I believe, the default should be the current reformatter.el behavior (on error, echo area says which buffer will contains errors and on success, no unnecessary output):

reformatters would lose some consistency, which is a goal of reformatter.el.

Agreed. I think there is a limit to be set. It feels similar to use-package ; it makes packages setup homogeneous even though each one of them has its own flavor and non-consistency is handled for example via :after (also mentioned in reformatter.el comments)

ludwigpacifici commented 5 years ago

Looking into more details, reformatter.el uses insert-file-contents and ocamlformat.el uses replace-buffer-contents. Is there a reason to prefer one over the other?

The documentation seems to favor the the use of replace-buffer-contents:

This function attempts to keep point, markers, text properties, and overlays in the current buffer intact [...] this behavior is useful is external code formatting programs

Even though insert-file-contents called with replace not nil (like it is done in reformatter.el) seems to preserve similar properties:

If the argument replace is non-nil [...] This is better than simply deleting the buffer contents and inserting the whole file, because (1) it preserves some marker positions and (2) it puts less data in the undo list.

The documentation is not very clear.

purcell commented 5 years ago

Looking at the C source code for both functions, it indeed looks like replace-buffer-contents might be more rigorous in its efforts to minimise changes. I'll investigate using that instead.

purcell commented 5 years ago

Damn it, I was testing this with Emacs 26.1, and hit exactly the issue you've had to work around. 😆 I don't really want to maintain different code paths, so I think I'm going to stick with insert-file-contents for now. It has been used in practice for several formatters for quite a long time, and I'm not convinced that anyone would ever notice any potential differences relative to replace-buffer-contents.

ludwigpacifici commented 5 years ago

Apologize, I could have warned you about the bug with replace-buffer-contents with Emacs 26.1since I use it as well.

I agree your argument of simplicity especially if the outcome is limited. That is one reason why I decided to play with reformatter.el for ocamlformat :-)

purcell commented 5 years ago

Haha, I was just unlucky that my current working Emacs version is the one with the bug!

purcell commented 5 years ago

Currently reformatter.el defines commands which only display the errors when called with a prefix arg. I feel like that choice might already be at odds with how ocamlformat currently works, regardless of the method used to display the errors?

ludwigpacifici commented 5 years ago

I am not sure to understand you. Do you mind to rephrase your question?

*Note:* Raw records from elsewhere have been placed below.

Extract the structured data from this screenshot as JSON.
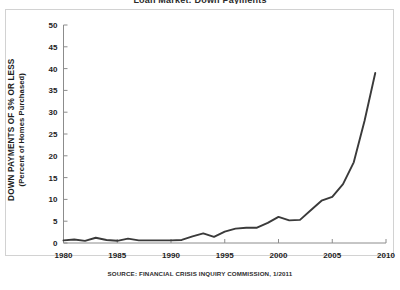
{
  "title_clipped": "Loan Market: Down Payments",
  "source_note": "SOURCE: FINANCIAL CRISIS INQUIRY COMMISSION, 1/2011",
  "axis": {
    "y_title_main": "DOWN PAYMENTS OF 3% OR LESS",
    "y_title_sub": "(Percent of Homes Purchased)"
  },
  "colors": {
    "line": "#3a3a3a",
    "axis": "#8c8c8c",
    "text": "#1d1d1d",
    "frame": "#d2d2d2",
    "background": "#ffffff"
  },
  "chart_data": {
    "type": "line",
    "title": "Loan Market: Down Payments",
    "xlabel": "",
    "ylabel": "DOWN PAYMENTS OF 3% OR LESS (Percent of Homes Purchased)",
    "xlim": [
      1980,
      2010
    ],
    "ylim": [
      0,
      50
    ],
    "ytick_labels": [
      "0",
      "5",
      "10",
      "15",
      "20",
      "25",
      "30",
      "35",
      "40",
      "45",
      "50"
    ],
    "yticks": [
      0,
      5,
      10,
      15,
      20,
      25,
      30,
      35,
      40,
      45,
      50
    ],
    "xtick_labels": [
      "1980",
      "1985",
      "1990",
      "1995",
      "2000",
      "2005",
      "2010"
    ],
    "xticks": [
      1980,
      1985,
      1990,
      1995,
      2000,
      2005,
      2010
    ],
    "grid": false,
    "legend": null,
    "series": [
      {
        "name": "Down payments of 3% or less",
        "x": [
          1980,
          1981,
          1982,
          1983,
          1984,
          1985,
          1986,
          1987,
          1988,
          1989,
          1990,
          1991,
          1992,
          1993,
          1994,
          1995,
          1996,
          1997,
          1998,
          1999,
          2000,
          2001,
          2002,
          2003,
          2004,
          2005,
          2006,
          2007,
          2008,
          2009
        ],
        "values": [
          0.6,
          0.8,
          0.5,
          1.2,
          0.7,
          0.5,
          1.0,
          0.6,
          0.6,
          0.6,
          0.6,
          0.7,
          1.5,
          2.2,
          1.4,
          2.6,
          3.3,
          3.5,
          3.5,
          4.6,
          6.0,
          5.2,
          5.3,
          7.5,
          9.7,
          10.6,
          13.5,
          18.5,
          28.0,
          39.0
        ]
      }
    ]
  }
}
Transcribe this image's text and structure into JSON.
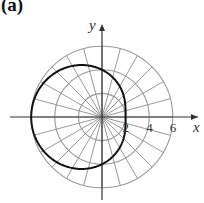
{
  "panel_label": "(a)",
  "chart_data": {
    "type": "line",
    "subtype": "polar",
    "title": "",
    "panel": "(a)",
    "equation": "r = 4 - 2cos(theta)",
    "xlabel": "x",
    "ylabel": "y",
    "x_tick_labels": [
      "2",
      "4",
      "6"
    ],
    "x_ticks": [
      2,
      4,
      6
    ],
    "polar_grid": {
      "radii": [
        2,
        4,
        6
      ],
      "ray_step_degrees": 15
    },
    "series": [
      {
        "name": "r = 4 - 2cos(theta)",
        "points_polar": [
          {
            "theta_deg": 0,
            "r": 2
          },
          {
            "theta_deg": 90,
            "r": 4
          },
          {
            "theta_deg": 180,
            "r": 6
          },
          {
            "theta_deg": 270,
            "r": 4
          }
        ]
      }
    ],
    "xlim": [
      -7,
      8
    ],
    "ylim": [
      -7,
      7
    ],
    "grid": true
  },
  "colors": {
    "grid": "#999999",
    "axis": "#333333",
    "curve": "#111111"
  }
}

purcell commented 5 years ago

Sorry, you're right - that wasn't very clear! Okay, so if you used reformatter to make an ocamlformat reformatter, the resulting ocamlformat-region command would only display errors if invoked with a prefix argument. So even if it could be configured to display errors in different ways, you wouldn't ever see them unless you asked to (with that prefix argument). Does the existing ocamlformat command work like that, or does it unconditionally show errors using the configured method?

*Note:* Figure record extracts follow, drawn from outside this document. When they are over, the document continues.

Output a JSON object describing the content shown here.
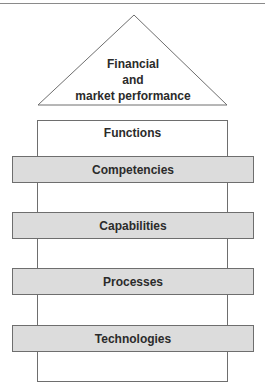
{
  "diagram": {
    "apex": {
      "lines": [
        "Financial",
        "and",
        "market performance"
      ]
    },
    "frame": {
      "title": "Functions"
    },
    "layers": [
      {
        "label": "Competencies",
        "top": 156
      },
      {
        "label": "Capabilities",
        "top": 212
      },
      {
        "label": "Processes",
        "top": 268
      },
      {
        "label": "Technologies",
        "top": 325
      }
    ],
    "colors": {
      "bar_fill": "#dcdcdc",
      "stroke": "#6e6e6e",
      "text": "#2b2b2b"
    }
  }
}
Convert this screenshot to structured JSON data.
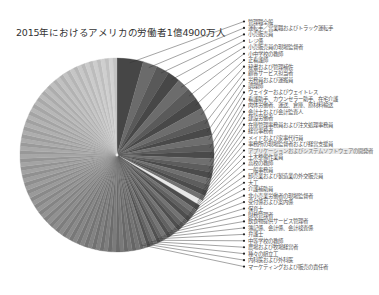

ludwigpacifici commented 5 years ago

Thank you for the additional information :-)

ocamlformat-region command would only display errors if invoked with a prefix argument.

I have not noticed that. After some experimenting, it seems the prefix argument display-errors cannot be set from the macro reformatter-define (correct me if I am wrong). However, C-u M-x ocamlformat-region will set it and *ocamlformat error* buffer will show up.

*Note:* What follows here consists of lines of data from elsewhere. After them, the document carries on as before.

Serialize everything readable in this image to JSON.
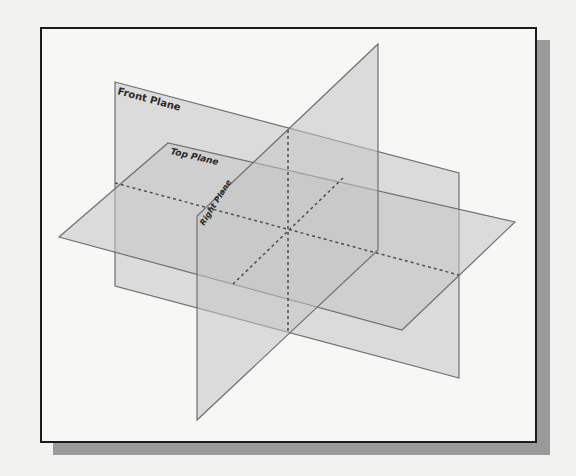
{
  "figure": {
    "type": "datum-planes-isometric",
    "labels": {
      "front_plane": "Front Plane",
      "top_plane": "Top Plane",
      "right_plane": "Right Plane"
    },
    "colors": {
      "plane_fill": "#c8c8c8",
      "plane_edge": "#6e6e6e",
      "dashed_line": "#555555",
      "frame_border": "#1c1c1c",
      "shadow": "#9a9a9a"
    }
  }
}
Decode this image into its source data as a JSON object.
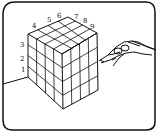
{
  "figure": {
    "labels": [
      "1",
      "2",
      "3",
      "4",
      "5",
      "6",
      "7",
      "8",
      "9"
    ],
    "colors": {
      "ink": "#111111",
      "background": "#ffffff"
    }
  }
}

What is the reason to use prefix arguments instead of passing arguments via the macro reformatter-define?

As far as I understand, here is the behavior comparison between ocamlformat-show-errors vs refomartter.el with display-errors:

Does the existing ocamlformat command work like that, or does it unconditionally show errors using the configured method?

ocamlformat unconditionally shows errors on stderr (@jberdine correct me if I am wrong). Do you think something needs to change here?

failable commented 3 years ago

Can I just message the error output instead of popup and guiding me to see the error buffer?